Why valuations matter

 | Apr 26, 2024 08:10

VALUATIONS: We are positive on the resilience of the super-sized US stock market. But its combination of already high profitability and above average valuations limits the upside. These are the only two-levers of stock performance. This means the magnitude of this bull market may be lower than the long-term average of near 150%. And that the relative upside from here is increasingly elsewhere. Much of the rest of the world, and many cyclical sectors, still have a double earnings and valuation upside combo, and clearer rate cut and growth rebound catalyst. Their wider than average valuation discounts offer upside potential and downside protection.

RELATIVE: The US is expensive for a reason. With higher GDP growth, a big tech sector, and strong governance. Tech deserves its high valuation. With huge profitability, balance sheet strength, and outsize growth. Whilst Europe’s valuation is justifiably held back. By higher debt and more cyclical index composition alongside lower growth and profit margins. You cannot compare apples with oranges. The question is the size of the gap. Europe’s Stoxx 600 and FTSE 100 price/earnings discount is now 15pp and 20pp wider than the 10-yr average 20% and 25%. Chinese stocks are 20pp cheaper than the average 35%. Yet not everything has changed.

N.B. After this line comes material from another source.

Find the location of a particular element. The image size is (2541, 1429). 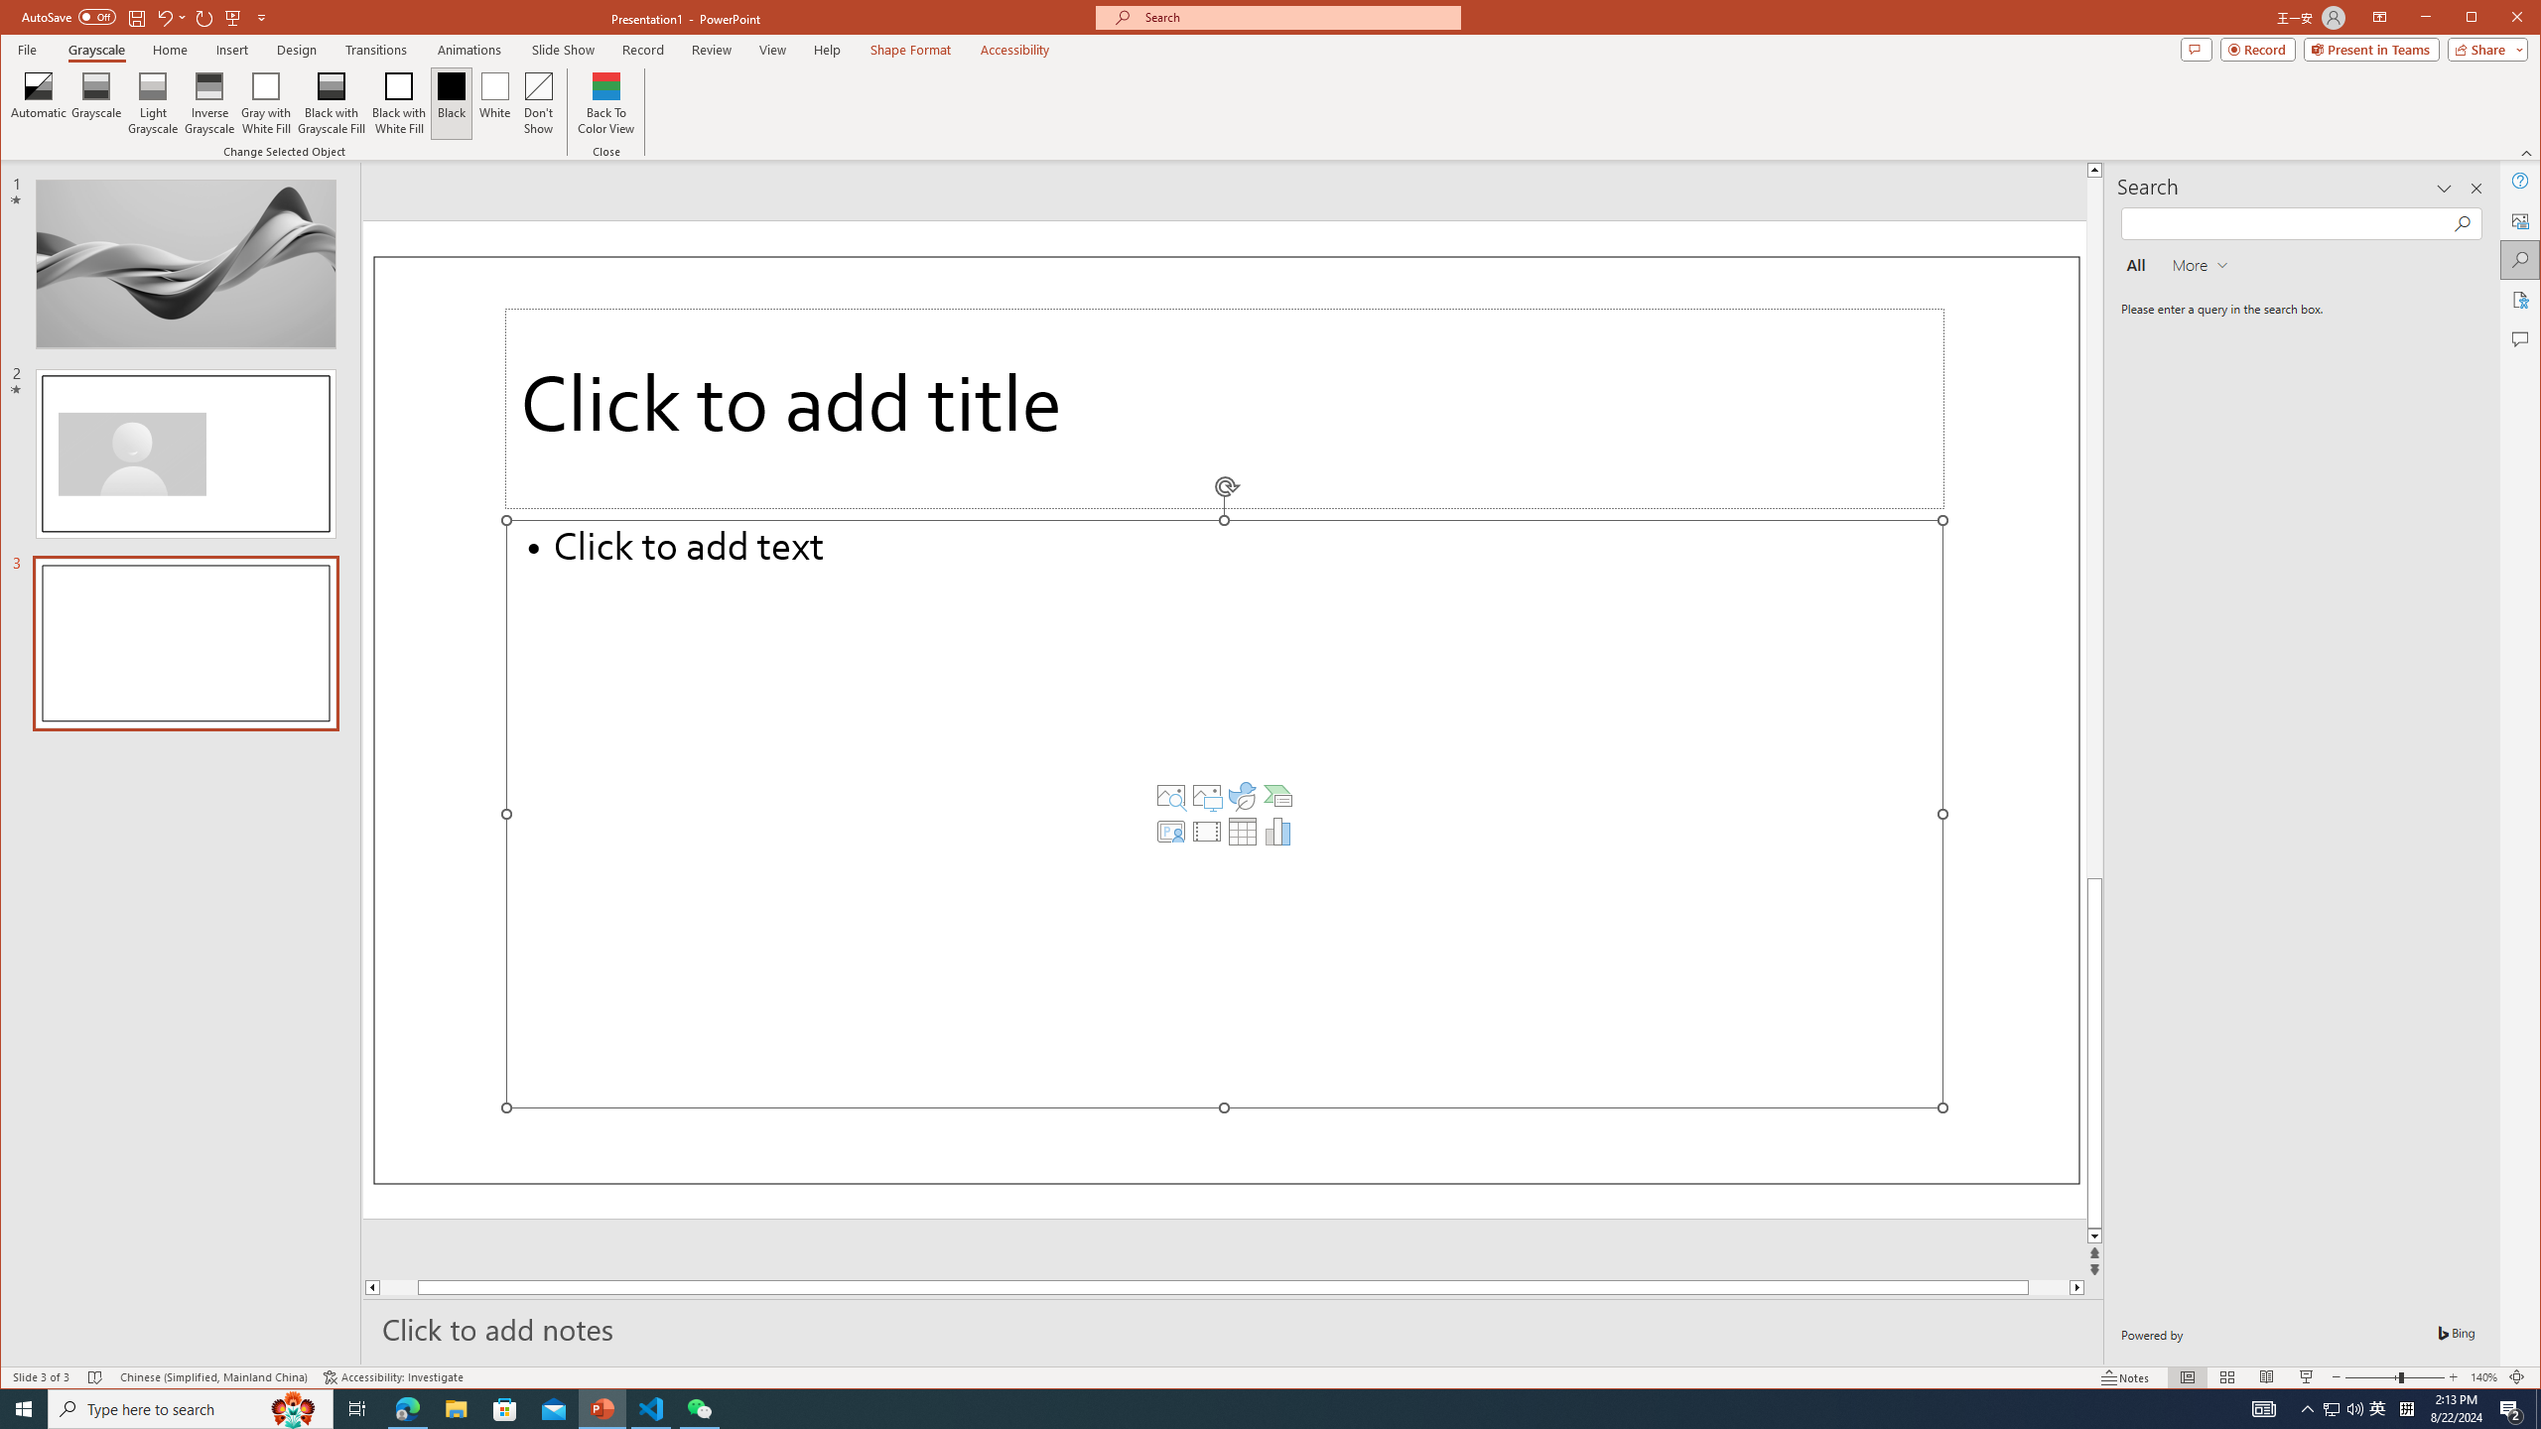

Slide Sorter is located at coordinates (2228, 1378).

The 2nd largest US financial sector, for example, is still on an average 28% discount to US tech.

MATTER: Valuations matter, especially over the longer term. Our plot of 150 years of US stock market valuations versus 1-year forward returns (see chart) shows the odds turning against you at current high valuation levels. And this only worsens over time as the correlation between the two significantly increases. Simplistically, lower valuations have more room to rise when times are good. And less room to fall when the fundamentals turn against you. Whilst lower valuations are also a technically positive contrarian sign of stocks being under-owned and out of favour.